We have seen that a fall of potential and a current of energy are the necessary conditions for the production of any natural phenomenon. Hence we may a.s.sume that the phenomenon of sensation is also accompanied by a fall of potential and a current of energy. When we touch a hot body, there is a flow of energy from the hot body to the hand. When we touch a cold body, there is a current of energy in the opposite direction, {111} from the hand to the body. It was formerly held, and is still held by some physiologists, that the chief characteristic of life is the disproportion between an excitation and the response which it invokes from the organism. Such a doctrine can only be held by one who believes, at least implicitly, that the phenomena of life are supernatural, or at all events different in their nature from all other phenomena; for the disproportion between an excitation and the response it evokes is by no means confined to living things. This disproportion is universal in nature, and quite in conformity with the physical laws which govern the transformation of energy. The energy of living things is potential energy--a fact which has been too little recognized. In the case of reflex actions it is self-evident, because the response is immediate, and always the same for the same stimulus. As in all other transformations, the stimulus consists in the intervention of a minimal quant.i.ty of external energy.
Long before the discovery of the laws of energy, Lamarck had recognized and formulated this fact. He writes: "What would vegetable life be without excitations from without, what would be the life even of the lower animals without this cause?" In another pa.s.sage, seeking for a power capable of exciting the action of the organism, he says: "The lower animal forms, without nervous system, live only by the aid of excitations which they receive from without. In the lowest forms of life this exciting force is borrowed directly from the environment, while in the higher forms the external exciting force is transferred to the interior of the living being and placed at the disposal of the individual."

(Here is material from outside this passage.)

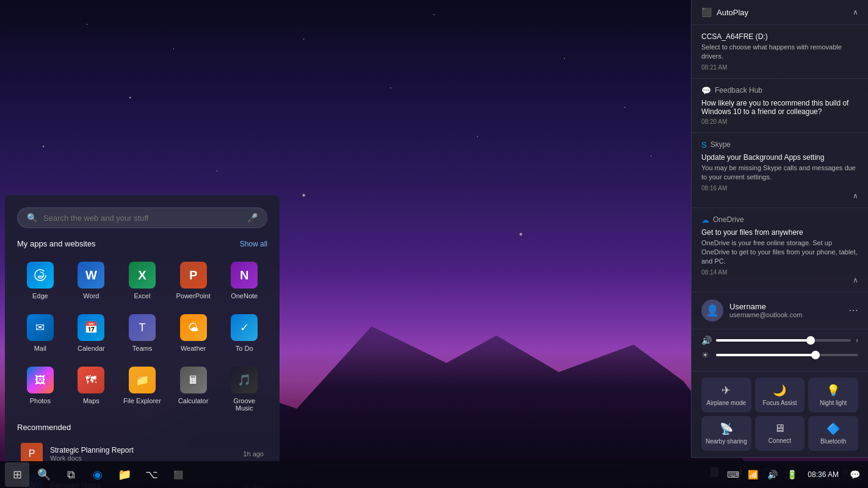  What do you see at coordinates (98, 475) in the screenshot?
I see `edge-taskbar-button: ◉` at bounding box center [98, 475].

This remark, that the movements of living things are not communicated but excited, that the external excitation only sets free latent or potential energy in the organism, shows that Lamarck had penetrated more deeply than many of the modern physiologists into the secrets of biological energy. We seek in vain in the text-books of physiology for any conception of potential energy in living beings, or the notion of an exciting force as the cause of sensation. All action of a living organism is reflex action.
Every action has a cause, and {112} the cause of an organic action is an exciting energy from without, either immediate, or stored up in the nervous system from an external impression made at some previous epoch. Actions which are not evidently reflex are merely delayed reflexes; we have acquired the power of inhibiting, delaying, or modifying the response to an external stimulus, so that the same excitation may determine responses of very different kinds according to the mood produced by previous impressions. When carefully investigated, no action of ours is automatic; every movement is determined by impressions derived from without. An action without a motive, that is without an external determining cause, would be an action without reason.
In conclusion, we may formulate this general principle: The energy of a living being is potential energy; sensations represent the intervention of an external exciting energy which provokes the response, _i.e._ the transformation of the potential energy already stored in the organism into the actual energy of motion and vital activity.